Salzman leads a writer's group in the Los Angeles Central Juvenile Hall for some of the most violent criminals in the early stages of the system--most have committed murder and are waiting to be tried as adults.
Filled with the simultaneous journeys off all of the adolescents who moved through his workshop, True Notebooks also provides a glimpse of the good people serving as advocates behind the scenes. Remarkably, all involved recognize the importance of writing of in our lives.
Just as I, as a reader, grow attached to what an inmate has learned to express he is soon gone--gone from the book. Gone. Gone from the juvenile hall. Gone. Gone into the prison system where all acknowledge that they fall back into their hardened ways by necessity--in order to survive where they are going, some facts are indisputable.
Yet, what is never lost is what the writing experience, albeit too brief, shows each of these young people their humanity--and the possibilities of their humanity. Through their own words we read what they have been trained to believe, their regrets, fears, hopes, and dreams.
Rough-hewn elegance meets street poetry, the writing produced by these prisoners does elicits many questions about how societies in general handles violent criminals. However, this isn't a book set on debating the state of the justice system--when someone asks Salzman wouldn't he be better served teaching writing to troubled youth before they become criminals who committed murder we are offered the same response as when he is repeatedly asked by the inmates why he continues to show up to workshop with them: everyone needs to find their own humanity.
Never about stopping crime, Salzman's efforts demonstrate the power of writing, the power of compassion, and the many slices of reality offered to him through the writing of the inmates:
Someone who made a big difference in my life was my partner. Well, I should say my ex-partner, hate. Hate was always there for me at night when I was all alone and the air-conditioning was on too high in my room. Hate would keep me warm. I should say he was like my father 'cause for the seven years that my father was gone, hate taught me how to speak, hate taught me how to love, and eventually hate taught me how to hate. My best friend, my mother, my father, hate was all that. Hate helped me grow, or was dat wrong? I asked myself this question one day when I was lookin' into a six-by-nine mirror in my cell. I was wearing somebody else's clothes, underwear, and socks full of holes. Hate had left me to duel with misery and pain. Thanks, hate.
Initially, I picked this book up because it is about writing and memoir--and as I read I saw it through the lens of being a teacher--and now, as I write this review, I've come to understand it through the lens of being a human being.
Highly recommended for teachers and human beings.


**PROBLEM TO SOLVE**. The entries are to be given back verbatim; no picture is to be copied.

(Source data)

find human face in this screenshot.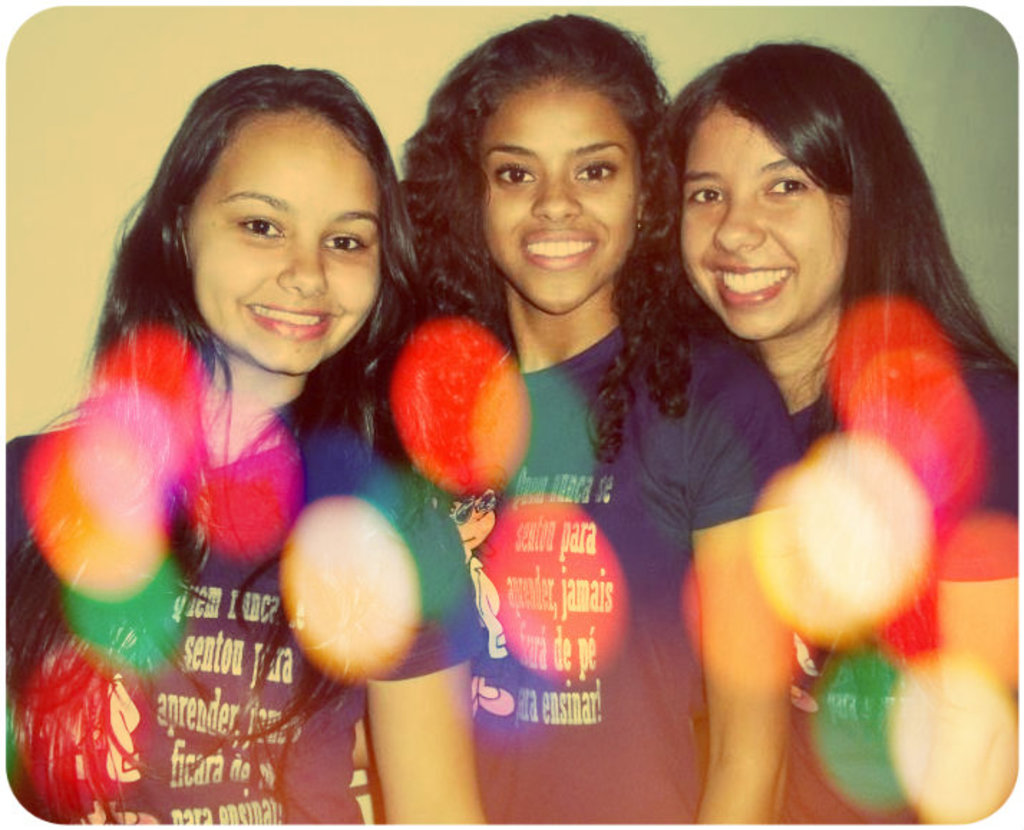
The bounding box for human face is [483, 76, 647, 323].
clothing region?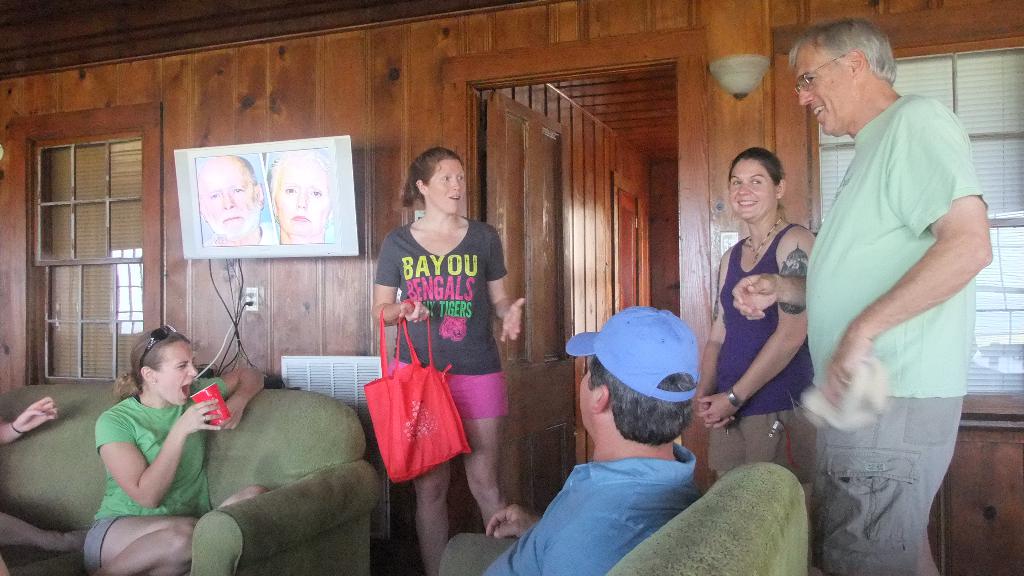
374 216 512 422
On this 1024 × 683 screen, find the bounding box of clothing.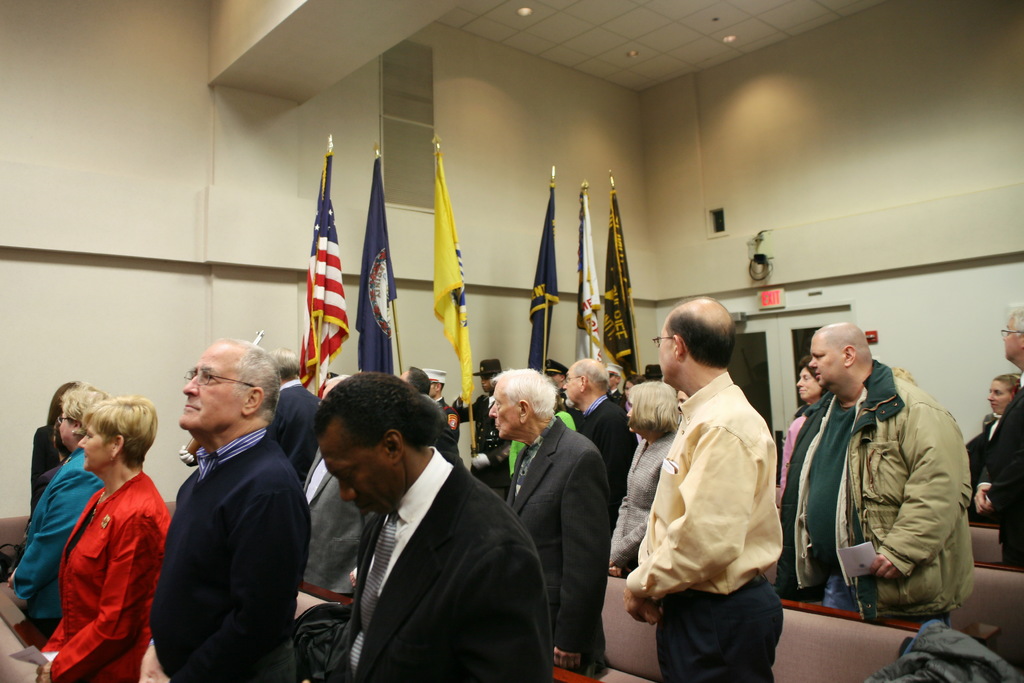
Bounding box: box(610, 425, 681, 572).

**TASK ANSWER**.
find human face in this screenshot.
The bounding box for human face is [483, 76, 647, 323].
clothing region?
374 216 512 422
On this 1024 × 683 screen, find the bounding box of clothing.
Bounding box: box(610, 425, 681, 572).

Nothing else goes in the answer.